POOR-LAW GUARDIANS AND THEIR FUTURE.
particular case. A streptococcus producing hæmolysis is one of the organisms which may give rise In his study of the bactericidal to difficulty. in the wound, which another part of this issue, Sir ALMROTH WRIGHT describes artificial conditions which he has devised, imitating closely the actual wound conditions with which the surgeon has to deal. To meet present needs bacteriology, like surgery, must be plastic and freed from all hampering prepossessions. In " bio-pyo-culture" the
effects we
of
print
leucocytes
in
is working closely hand-in-hand with the surgeon. More even than this is required ’ if immediate closure of wounds is to become a practical reality. At present it is not considered safe for a surgeon to undertake a primary suture at the front and then to send the case down to the base, inasmuch as jolting on the journey may cause commotion in the wound and hinder the proper course of healing. Wounds, like bones, seem to require splinting for their proper recovery, and facilities of accommodation and of transport are needed unless we are to remain content with the suture primitive retardée at the base. Our Paris Correspondent shows (p. 155) how a group of French surgeons dealt with the situation during an attack. No combined effort can be too great to realise a preventive treatment of gunshot wounds equivalent to the preventive orthopaedics of which we have recently spoken.
bacteriologist
work which they are doing and to compare it in the light of that experience, of traditions, and of their own records with that done by their predecessors. They have also full knowledge of their powers in comparison with those exercised by guardians in the past, and can appreciate expectations of increased opportunities for usefulness. To the question which we have quoted above the reply is in all the examples published an emphatic and uncompromising negative. A second question, relating to the general views of guardians as to the performance of their duties, the chairman of the St. Marylebone board of guardians answers as
follows :-
The great improvement in the administration of the best Poor-law unions of recent years is evidence of the efforts of Poor-law guardians to do their work well and of their The extent of the hard work voluntarily undersuccess. taken and carried through is little known.
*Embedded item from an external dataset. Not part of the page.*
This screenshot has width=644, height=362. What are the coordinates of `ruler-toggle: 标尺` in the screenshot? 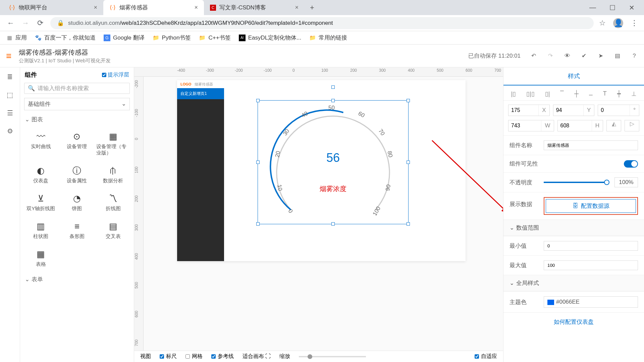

This may be taken as summarising the majority of the opinions expressed ; no exception can be taken to it, for allowance may fairly be made for improvement effected when the future of boards of guardians is considered. Stress, too, may reasonably be laid upon advantage willingly taken. of increased powers and of the encouragement received from modern public opinion. The chairman of the West Bromwich union puts the case
thus :
All the best of the recommendations of the Royal ComBoards have effected under mission have been carried out. their extended powers such great improvements that the grounds upon which the Commission made their recom-
mendation for the transfer of the duties of guardians to other authorities have ceased to exist.
The
quid nimis."
POOR-LAW GUARDIANS AND THEIR
modern
development
of
the
Poor-law in-
firmaries, the treatment and nursing provided in them, and all that such development means to
Annotations. " Ne
149
FUTURE.
NINE years ago the Royal Commission on the Poor-law, Majority and Minority Report alike, recommended sweeping changes in the position of boards of guardians, and although these bodies still survive the Reconstruction Committee, to whose report allusion is made in our Parliamentary Correspondence, confirms the need for In the meantime boards of drastic change. guardians have been discussing their own future in a recent number of the Local Government Chronicle in reply to a short series of questions upon the subject of their possible abolition and of the transference of the functions comprised under the term Poor. law administration " to other bodies. Destructive self-criticism could not be expected from persons who have, perhaps frequently, submitted to the ordeal of popular election in order to devote time and trouble to public duties of a more or less onerous character, and naturally few answers, if any, in the affirmative have been returned to the first question put: "Is there any foundation for the suggestion that the abolition of boards of guardians is desirable ?" The replies which have been published are, however, from those who, not returning a mere "Yes’’ or "No," were sufficiently interested, or found the necessary leisure to give their reasons ; and, subject to the suggestion made above that a certain amount of prejudice in their own favour may excusably have coloured their views, they have answered perfectly fairly. And they are persons qualified to speak from experience as to the
those who by their circumstances are compelled to have recourse to them, are dwelt upon with pride in many of the replies given, and here also it cannot be said that the satisfaction expressed is unreasonable. The contrast between the infirmary of to-day and that of a generation or of two generations ago may be, and probably is, more conspicuous than that observable in any other department of Poor-law administration, and the usefulness of such practical progress, as setting an example of humanity, has no doubt made its influence felt rather than recognised. It is a progress which the medical profession may justly ascribe in no small degree to the efforts of its members, and which it may regard as a result of the general development of medical science, and as proof of public acknowledgment and appreciaOn the whole the replies obtained by the tion. Local Government Chronicle constitute an interesting contribution to the accumulating literature on this subject, and it may be added that they do not overlook the all-important question as to how far the public will tolerate the handing over of the expenditure of its money to authorities wholly or in part irresponsible, in the sense of not having to seek election or re-election at its hands. A
NEW
KIND OF SELF-INFLICTED
INJURY.
Professor Ascarelli has recently drawn attention1 to a form of lesion resorted to by recruits in order to evade military service which he thinks has hitherto escaped general observation. It is most frequently met with as a periarticular condition in the knee, ankle, or wrist, and presents the appearance of a uniform or nodulated swelling, 1
II Policlinico, Practical Section, Nov. 25th, 1917.